@hotdogsladies Born Floridians who refuse to wear yellow unite 🤝
PhD candidate at McGill in computational ecology and environmental science. Now available in new cherry, grape, and lime flavors.
@hotdogsladies Born Floridians who refuse to wear yellow unite 🤝
@siracusa With a fixed RNG seed it's 100% deterministic :)
@RecDiffs minor correction, at 1:22:02 John says GPT is deterministic, but this is not true, all LLMs sample outputs from a distribution of possible next tokens, and the degree of how variable the ouput is is controlled by a parameter called 'temperature', which is often user controllable. here's the random draw code for LLaMa 2, a similar open source model https://github.com/karpathy/llama2.c/blob/6c5d78fa41d35e57c510181309f89b189f6a536a/run.c#L686
@tpoisot maybe this whole time i should have applied BFS to tomatillo finding
@tpoisot where'd you get the tomatillos?
@tpoisot 🙋♂️
@atpfm The explanation of standard error with respect to John's poll is good but slightly incorrect and incomplete. Classic application of CLT https://en.wikipedia.org/wiki/Central_limit_theorem
@siracusa They name dropped "transformer" twice, but it's a six year old model. They've probably been using it for several years already
@gvdr Ah no worries, can't make it to Vienna at that time as its too close to my PhD submission deadline, but looking forward to next year!
@gvdr Hi, is this going to be hybrid or just in person in Vienna?
🐞 Hey all! We are running a satellite event at this year NetSci2023. 🐞
Come chat about ecological networks complexity, food webs, fancy network mathematics, and all thing interactions.
Reminder: I'll be mentoring a joint @ArviZ and @TuringLang #GSoC #JSoC project working on model-refitting for leave-one-out cross-validation. This project will make model comparison and assessment in Turing.jl more ergonomic and lay key groundwork for similar integration with other PPLs. If that sounds like something you'd like to work on, let us know! #JuliaLang
For details, see https://github.com/arviz-devs/arviz/wiki/GSoC-2023-projects#reloo-for-turing-models-julia. Please boost to help reach potential applicants!
I'm very happy to see this paper out in @MethodsEcolEvol - as ecologists are increasingly trying to predict networks, we need methodological guidelines.
The main take-home message is: ecological network data has class imbalance, and we need to account for this in training.
Long story short: train on balanced datasets, evaluate on datasets with the correct class imbalance!
https://besjournals.onlinelibrary.wiley.com/doi/full/10.1111/2041-210X.14071
@tpoisot @jorgeapenas there's probably a way to do iterative WF in a single line
Now live in NeutralLandscapes.jl v0.1.3, you can make patchy landscapes, e.g. here via `rand(Patches(), (100, 100))` and `rand(Patches(numpatches=25), (100, 100))`. You can adjust percent habitat, the distribution of patch sizes, and more!
It lives - SpeciesDistributionToolkit.jl is now released, and we're working to integrate it with our boundaries finding package.
Fingers crossed, but tomorrow should be the day we release the one package to rule species distribution work in #julialang - it's got GBIF integration, can download predictor data for you, uses Makie for plotting, and the very next step is direct integration with MLJ for ML applications!
This paper, led by @michael, is removing the most important roadblock in our ability to estimate the reliability of our prediction of ecological networks: we can estimate the false negative rate, and turn this into information about the required sampling effort. This is a qualitative step forward.
We conclude by estimating how false-negatives impact or interaction prediction and estimates of network structure, and by emphasizing how simulating the sampling process can aid in the design of samples to actionable monitoring of biodiversity change.
We also show there are positive associations between co-occurrence and interactions in empirical spatial/temporally sampled networks, and this actually _increases_ the rate of false-negatives. These means interactions between 'rare' species may be much more common than we know, and the nestedness we see in empirical bipartite networks may just be an artifact of observation error.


● **WORK REQUIRED**
Go through the material line by line and copy each one with the word "right".

● **THE DATA**
-.-.-

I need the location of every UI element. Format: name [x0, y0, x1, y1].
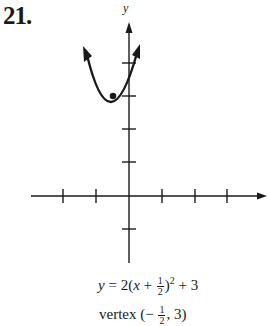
- eq-equals: =: [108, 277, 116, 293]
- vertex-fraction: 12: [158, 305, 165, 326]
- eq-var: x: [133, 277, 140, 293]
- x-axis-arrow-icon: [257, 193, 267, 200]
- vertex-tail: , 3): [166, 306, 186, 322]
- eq-plus: +: [144, 277, 152, 293]
- eq-exponent: 2: [170, 275, 175, 286]
- vertex-text: vertex (−: [99, 306, 154, 322]
- vertex-point: [110, 93, 117, 100]
- frac-den: 2: [158, 316, 165, 326]
- equation: y = 2(x + 12)2 + 3: [98, 275, 198, 297]
- eq-coef: 2(: [121, 277, 134, 293]
- vertex-label: vertex (− 12, 3): [99, 305, 186, 326]
- eq-lhs: y: [98, 277, 105, 293]
- frac-den: 2: [157, 287, 164, 297]
- eq-tail: + 3: [179, 277, 199, 293]
- curve-right-arrow-icon: [132, 44, 140, 59]
- eq-fraction: 12: [157, 276, 164, 297]
- y-axis-arrow-icon: [126, 22, 133, 33]
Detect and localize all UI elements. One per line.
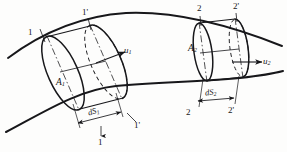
tube1-generator-bottom	[80, 98, 123, 109]
tube2-longitudinal-axis	[200, 49, 239, 53]
stream-tube-1	[33, 18, 136, 128]
ds1-dimension-line	[78, 112, 121, 123]
ds2-extension-left	[199, 79, 203, 107]
tube1-front-axis-dashdot	[47, 36, 79, 110]
tube2-back-section-visible-arc	[235, 18, 252, 77]
ds1-extension-left	[73, 104, 80, 128]
station-2-prime-tick	[236, 13, 237, 22]
lower-streamline	[6, 71, 283, 132]
tube1-longitudinal-axis	[60, 61, 106, 72]
ds2-dimension-line	[198, 98, 234, 101]
ds2-extension-right	[235, 76, 239, 104]
stream-tube-figure: 1 1' A1 u1 dS1 1 1' 2 2' A2 u2 dS2 2 2'	[0, 0, 287, 152]
station-1-prime-lower-leader	[127, 113, 136, 122]
figure-canvas	[0, 0, 287, 152]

-.-.-

● **RESULT BELOW**
- curve-right-arrow-icon: [132, 44, 140, 59]
ds2-extension-right	[235, 76, 239, 104]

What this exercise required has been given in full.